I never had one day that I didn't want to be on the ice, because I always had an objective for that day. I had a rigorous plan and schedule in place that I had to adhere to. It was a step-by-step process of slowly but surely inching toward the Olympic Games and using every day as a series of goals to be accomplished.
Our tools are extensions of our purposes, and so we find it natural to make metaphorical attributions of intentionality to them; but I take it no philosophical ice is cut by such examples.
I never want to hurt anyone on the ice. That's not the type of player I am.
Oh wow, you know what's wrong with all these families on TV? All these kids say stuff no kid would say. Stuff grown-ups want them to say. Man, I'd make a really realistic family. Where kids get spankings. On TV parents say, 'Oh, you shouldn't do that ever again. Now you can have ice cream.' Forget it.
Fighter pilots have ice in their veins. They don't have emotions. They think, anticipate. They know that fear and other concerns cloud your mind from what's going on and what you should be involved in.
Sometimes I have ice cream for lunch. Gelateria Sempione in Milan is the best in the world, hands down. The chocolate sorbetto is amazing.
When I'm not longer rapping, I want to open up an ice cream parlor and call myself Scoop Dogg.
I came from nothing and achieved humungous fame and fortune. But I worked hard. I had discipline and determination. I had that ice in me.
For the next approximately three years, I have got Nathan to take care of. I know that once he graduates from high school, he will be off doing whatever it is he is going to be doing - probably playing ice hockey.
We will play football. We will box and play lacrosse and ice hockey and snowboard and surf and drive fast cars, climb trees, and do dozens of things that we know are potentially concussive. We will do this because we are human and animals, and we like speed and contact and aggressive maneuvering and all such things.

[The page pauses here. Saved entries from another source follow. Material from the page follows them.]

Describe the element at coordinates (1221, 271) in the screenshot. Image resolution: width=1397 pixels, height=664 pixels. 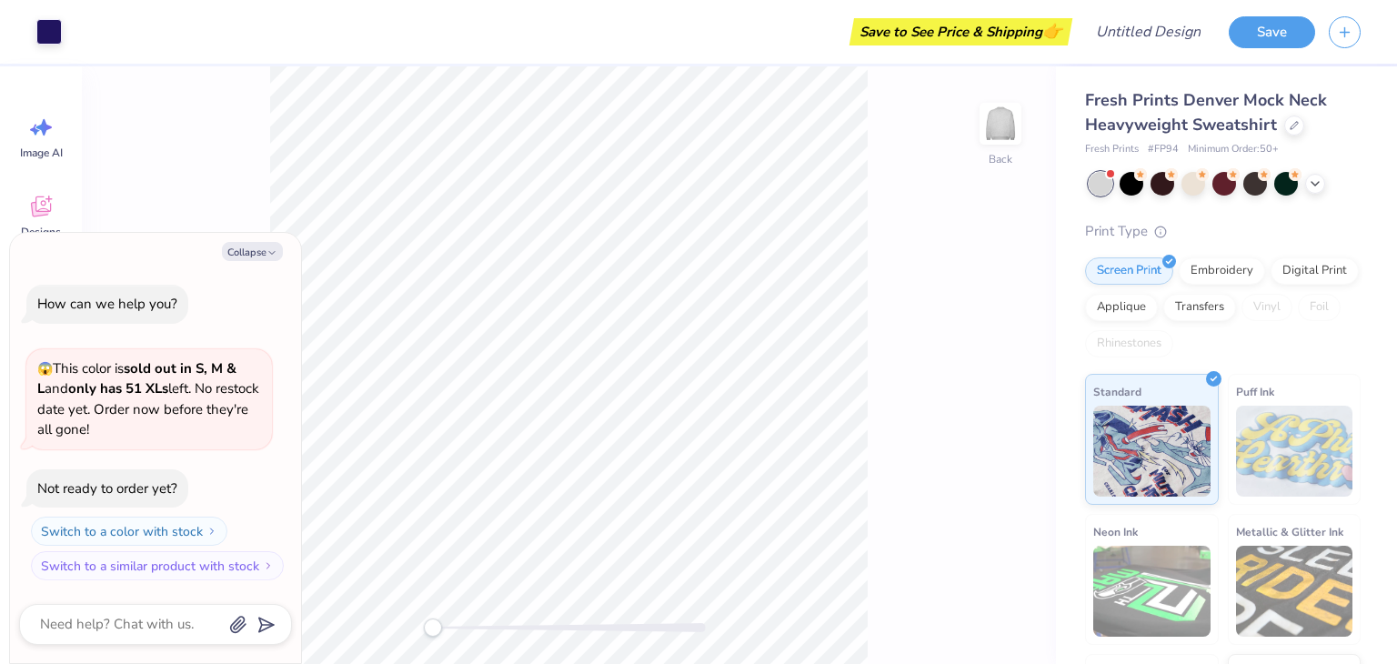
I see `div: Embroidery` at that location.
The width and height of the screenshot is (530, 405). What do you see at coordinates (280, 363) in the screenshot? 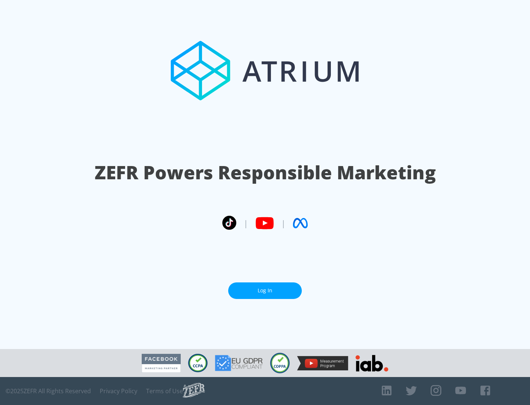
I see `img: COPPA Compliant` at bounding box center [280, 363].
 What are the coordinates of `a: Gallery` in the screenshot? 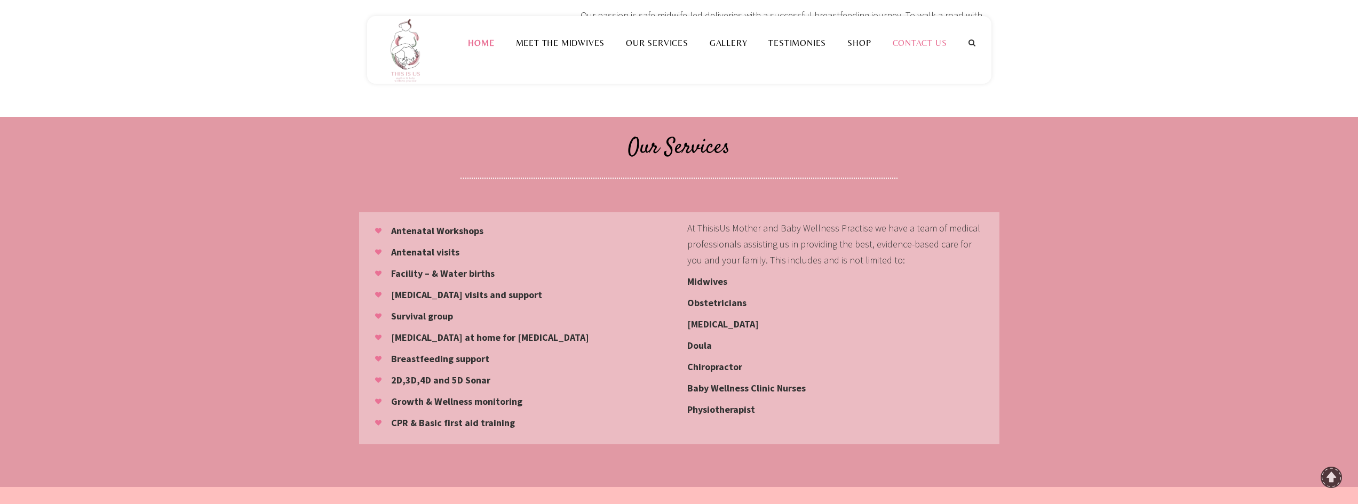 It's located at (728, 43).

My weaknesses are my jumps. The reason is that although I land them in practice, when I actually compete or perform, I should let my body go and stabilize my mind better. Also, I need to work on not letting negative thoughts and emotions get to me on the ice.
Then going out on the ice usually about 15 minutes before and certain things I would do for the different races, aspects that you run through your mind.
It'll work, if God, wind, leads, ice, snow, and all the hells of this damned frozen land are willing.
Thankfully, I'm lucky enough to be able to eat ice cream. I've got to have my cookies and cream! But I work out a lot, so I burn a lot of calories.
When the wires are all down and your heart is covered with the snows of pessimism and the ice of cynicism, then, and only then, have you grown old.
When I was on the ice, in the lights, with the music and the motion, there was a certain kind of flirtation that gave great energy and expressiveness to my performance.
I'm a fan of polarization. If you make something that is palatable to everybody, it's like making vanilla ice cream, and I think we have enough of that.
Given enough time, polar bears might migrate off the Arctic ice, evolve darker coats, find a different diet, and thrive in a new, warmer climate. But if the ice on which they depend disappears in a few decades, they are likely to die.
Constant kindness can accomplish much. As the sun makes ice melt, kindness causes misunderstanding, mistrust, and hostility to evaporate.
We feel that, with Sidney, we have a great opportunity over the next few years to put a great team on the ice. We're prepared to lose some money along the way. Eventually we're going to need some help.
You can't be the dad who takes your kid out after your wife has said, 'No ice cream,' buys the ice cream, and says, 'Don't tell your mother.' You teach the child to lie - and to disrespect the other parent.
I remember being an usherette at my local theater very, very early on, selling ice cream and programs - because they're not free in the U.K. - during pantomime season, which was super interesting. It meant a lot of kids, a lot of sweets, a lot of sugar-induced kids.